There's so many little things that add up that Just Work in terms of SQL usage under pg and are a pain under mysql.

A quick example is array types plus rowtypes (plus postgres having auto-group-by but -only- if you GROUP BY a pk, so it's predictable) letting you do something like this:

    SELECT author.*, json_agg(posts)
    FROM users author
    JOIN posts ON author.id = posts.author_id
    GROUP BY author.id;
and you'll get back a json array of the post row objects in your application so you get one-row-per-author-row in your query results but still fetch your 1-to-N relationship efficiently (I used JOIN rather than LEFT JOIN to get only people who'd actually authored a post, note, that was a choice rather than a typo).

Note, yes, there's no reason you can't get the same result without the json_agg and with a bit of code to collapse posts onto the right author as you page through the resultset, but the thing I'm trying to gesture at is that lots and lots of little quality of life improvements add up in a way you don't necessarily even notice that much until you've mostly only been working on pg projects for a couple of years and then try and do the now-seems-obvious thing in something else.
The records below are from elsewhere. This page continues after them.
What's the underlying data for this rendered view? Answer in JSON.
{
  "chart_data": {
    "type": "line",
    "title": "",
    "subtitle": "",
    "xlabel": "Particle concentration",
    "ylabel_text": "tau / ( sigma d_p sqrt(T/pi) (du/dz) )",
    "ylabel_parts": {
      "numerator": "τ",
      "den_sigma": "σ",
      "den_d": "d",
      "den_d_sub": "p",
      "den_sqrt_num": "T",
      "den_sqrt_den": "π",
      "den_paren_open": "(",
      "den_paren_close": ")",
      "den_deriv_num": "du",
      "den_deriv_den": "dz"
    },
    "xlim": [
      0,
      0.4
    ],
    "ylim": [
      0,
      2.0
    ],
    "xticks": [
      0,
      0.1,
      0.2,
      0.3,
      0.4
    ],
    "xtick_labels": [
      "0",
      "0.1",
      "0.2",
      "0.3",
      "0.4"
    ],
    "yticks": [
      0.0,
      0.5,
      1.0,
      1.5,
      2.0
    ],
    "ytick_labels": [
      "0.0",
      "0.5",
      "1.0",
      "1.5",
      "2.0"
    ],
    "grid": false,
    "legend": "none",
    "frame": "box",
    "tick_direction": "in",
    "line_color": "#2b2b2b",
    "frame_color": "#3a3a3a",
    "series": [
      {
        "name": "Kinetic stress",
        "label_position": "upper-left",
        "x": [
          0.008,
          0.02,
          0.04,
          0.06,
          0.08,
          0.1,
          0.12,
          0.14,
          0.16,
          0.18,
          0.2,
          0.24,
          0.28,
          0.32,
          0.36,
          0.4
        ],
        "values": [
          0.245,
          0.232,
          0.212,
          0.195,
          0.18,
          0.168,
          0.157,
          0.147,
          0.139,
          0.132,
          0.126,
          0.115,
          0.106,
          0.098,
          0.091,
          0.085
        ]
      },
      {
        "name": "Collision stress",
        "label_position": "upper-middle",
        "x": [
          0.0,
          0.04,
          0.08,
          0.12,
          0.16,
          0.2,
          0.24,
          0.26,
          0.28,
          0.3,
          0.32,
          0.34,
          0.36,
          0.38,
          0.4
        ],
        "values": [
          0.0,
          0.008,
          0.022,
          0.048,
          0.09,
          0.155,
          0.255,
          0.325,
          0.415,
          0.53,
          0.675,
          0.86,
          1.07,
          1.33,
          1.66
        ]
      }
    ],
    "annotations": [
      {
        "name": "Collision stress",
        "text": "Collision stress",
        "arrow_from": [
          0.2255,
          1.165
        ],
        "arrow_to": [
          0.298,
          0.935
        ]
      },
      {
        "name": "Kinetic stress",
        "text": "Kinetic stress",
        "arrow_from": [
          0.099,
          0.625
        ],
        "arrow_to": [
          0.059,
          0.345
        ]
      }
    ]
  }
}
The people complaining about the steep operations learning curve aren't at all wrong though, lots of postgres tooling was written by people who assume you -want- to read the entire manual first and then configure things exactly how you want and even as that sort of person it still took me a while to get up to speed.
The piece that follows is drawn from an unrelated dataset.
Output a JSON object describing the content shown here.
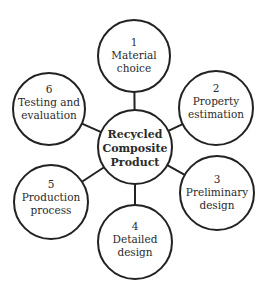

So ... maybe you shouldn't want to switch, but the above is why, overall, I usually don't find myself wanting to switch -from- postgres to something else.

(except when I realise we're literally just using the database as a key/value store with an SQL interface, because at that point, screw that, back as far as mysql 3.23 it was amazingly good at that and it's still fantastic at it so in that situation "don't be silly" applies)
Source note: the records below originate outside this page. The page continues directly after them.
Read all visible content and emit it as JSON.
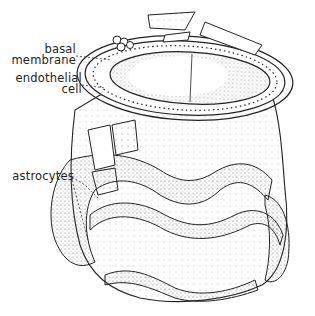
{
  "figure": {
    "labels": {
      "basal_membrane_line1": "basal",
      "basal_membrane_line2": "membrane",
      "endothelial_line1": "endothelial",
      "endothelial_line2": "cell",
      "astrocytes": "astrocytes"
    }
  }
}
While I like PG, I think this is such a specific use-case. And in general I've learned to avoid JSON columns in databases.

I was doing some large data aggregation using PG and I was pretty disappointed with its performance. I didn't think about trying MySQL...


In general, I agree, though pg's JSONB is effectiuvely hstore2 so its performance is surprisingly good.

This example didn't involve a JSON column in the database at all though, I was talking about turning native database rows into json data - so given tables like users(id, name) and posts(post_id, author_id, title, body) (apologies for pseudocodish rendering) instead of

    <author_id>, <author_name>, <post_id_1>, <post_title_1>, <post_body_1>,
    <author_id>, <author_name>, <post_id_2>, <post_title_2>, <post_body_2>,
you'd instead get

    <author_id>, <author_name>, json[
      { post_id: <post_id_1>, title: <post_title_1>, body: <post_body_1> },
      { post_id: <post_id_2>, title: <post_title_2>, body: <post_body_2> }
    ]
so on the application side you'd just deal with (for each row) something like

    let id = author.id;
    let name = author.name;
    let posts = author.posts;
and the 'posts' variable would be an array of objects with 'post_id', 'title' and 'body' keys.